She bucked and writhed against the hands restraining her. Lungfuls of the chemical dragged her into the depths of a numb darkness. As her body slowed, so too did her mind, moving like molasses.
Hands released her and she thudded to the floor. In a state of drugged incomprehension, she watched them slip the noose around her neck.
“A mercy killing,” the pets told her as they strung her up.
“Can’t suffer a Necromancer to live,” they said as they rolled her body to the open window. Two stories below laid a littlegarden choked with weeds. One final push and she fell with a violent, suffocating jerk.
To everyone’s lasting disappointment, her neck didn’t break. A constellation of pain exploded. She thrashed and swung, hovering above the garden on the verge of unconsciousness. The biting rope strangled the breath and willpower out of her.
Through the spreading darkness, instinct howled at her to fight. She sent a wave of death’s awful energy into the noose, and the fibers rotted and gave way. She sucked in a panicked breath that turned into a scream as she crashed onto the weeds in a bone-shattering impact. A moment of blinding pain, then darkness.
Other than the horrendous bruises, injured vocal chords, and irreparable damage to her self-worth, Cora had survived. When she came to hours later, still twisted in the weeds long after night had fallen, surviving didn’t feel like much of an accomplishment. They’d hung her from the window and left her shattered body in the garden to rot.
Limping and gasping, she snuck through the quiet house and gathered her few belongings. She ducked into Teddy’s room to say goodbye, but the room was empty, the bed unslept in. She didn’t make it past the foyer before Mother’s hand snatched her back with a barrage of questions. Cora rasped half-answers from her ruined throat.
Mother tilted her head and considered the angry bruises circling her neck. “Did you die?” The question was serious, not mocking.
Cora blinked, uncertain how to respond even if she could.
“Well then. It was only a harmless game my pets were playing. Stop overreacting.”
In a hoarse whisper, she pleaded with Mother to let her go anywhere but here. Surely, Mother didn’t want to be under the same roof any more than she did. They struck a deal. Or rather,a conditional indentured servitude. Cora would reside elsewhere and continue doing her favors. In return, Mother would keep her terrible secret.
Years passed. Wars came and went. Cora tried but never could escape Mother. There was always another note, another favor, all with the same impliedor else.
I have only to makeonecall, my pet.
With a few words, her parting threat as Cora staggered out of her house had chained her secret Necromancer like a dog, ensuring she performed on command. And so her loyalty to Mother had stretched over thirteen years like a festering umbilical cord she couldn’t chew off. The unwitting child nourishing the parasitic mother. There was no other choice if she wanted to stay in London with Teddy.
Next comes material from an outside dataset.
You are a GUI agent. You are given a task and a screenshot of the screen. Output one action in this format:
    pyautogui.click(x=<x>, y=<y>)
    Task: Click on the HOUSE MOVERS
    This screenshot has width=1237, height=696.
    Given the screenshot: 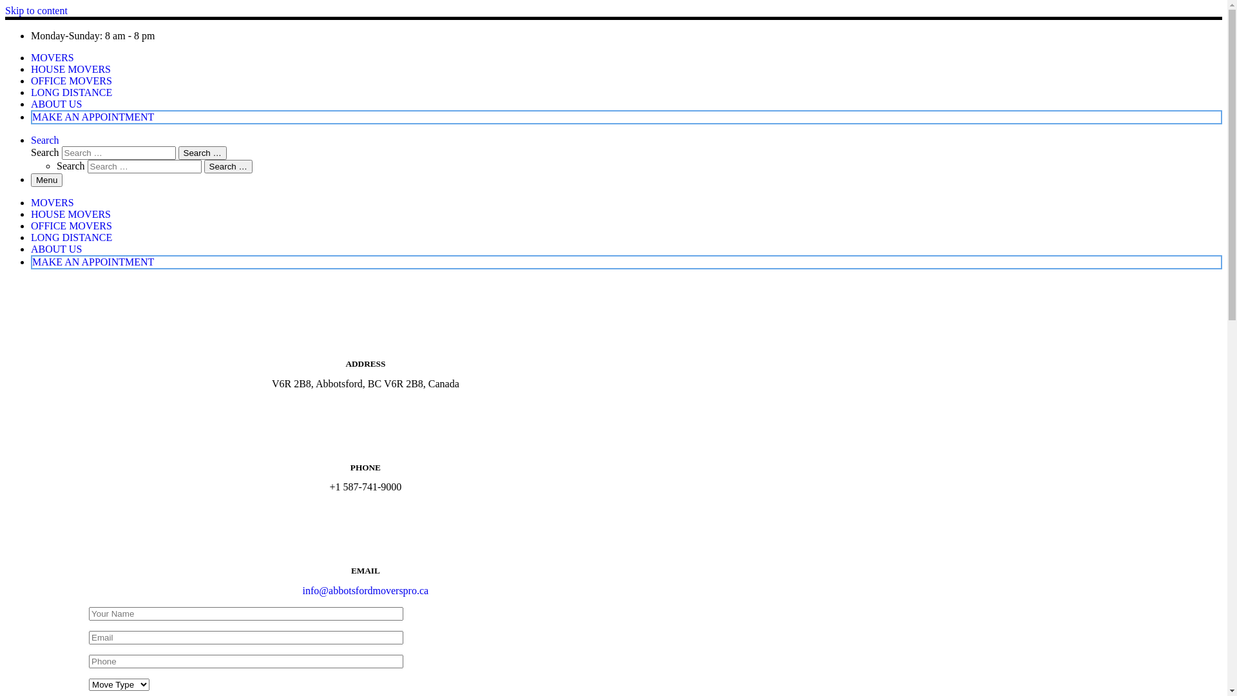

While not a docile pet, Cora was submissive, nonetheless.
* * *
Mother’s delicate cough broke her reverie. “Please explain, dear, how you managed to undermine everything I spent years building in the course of a single evening.”
Dutifully, Cora recounted her failure. How Moriarty had given up only one secret of something called Coshoy’s Egg before the Realmwalker appeared out of nothingness like a harbinger of death.
She touched her ribs gingerly. It had taken days for the broken bones to stitch themselves together and the bruise on her throat to fade. Accelerated healing was the only perk of being a mage. The more her magic unwove, the faster she healed.
Death feeding, a Sciomancer disguised as an oracle had once told her. The knowledge diviner’s sixth sense for magic had felt like a talon scraping against Cora’s skull and cracking her wide open.Child born of death on the day of longest night, you feast on the dying.
Cora had taken particular care to avoid Sciomancers since.
For reasons she didn’t care to ponder, Cora didn’t tell Mother about the key lying heavy in the pocket near her heart, or Moriarty’s ominous words that whispered in her mind.He will love you to death. These secrets she kept to herself, unsure who her silence was really protecting.
Mother’s mouth tightened as she listened. “Are youquitecertain that is everything?” She skewered Cora with a hard stare. “There are no pertinent details you may have left out?”
“Yes. Er, no. That is, yes, I’m quite certain. No, no further details.”
Hairline cracks formed where Mother gripped her teacup. “And how is it that Mr. Bane knew about Mr. Moriarty so swiftly, hm? It would seem he knew precisely where to locate him.”
“We didn’t exactly chat before he beat the shit out of us.”
“Do not be crude.” Her mouth puckered. “That ill-mannered tongue of yours drives men away.”
“Good. It’s working.”
Mother clanked her cup down, splashing tea. “You miserable child.” Eyeing Cora up and down, a furious blush seeped into her powdered cheeks. “That is all very well and good if you wish to die alone.”
Spinsterhood was a milestone—love’s gravestone—Cora had passed years ago. Romance required a hope she didn’t possess. Lust required a desire to be touched that she couldn’t bear. Felix had made sure of that. Cora was a rock wedged in a stream, watching life pass her by and happen to other people.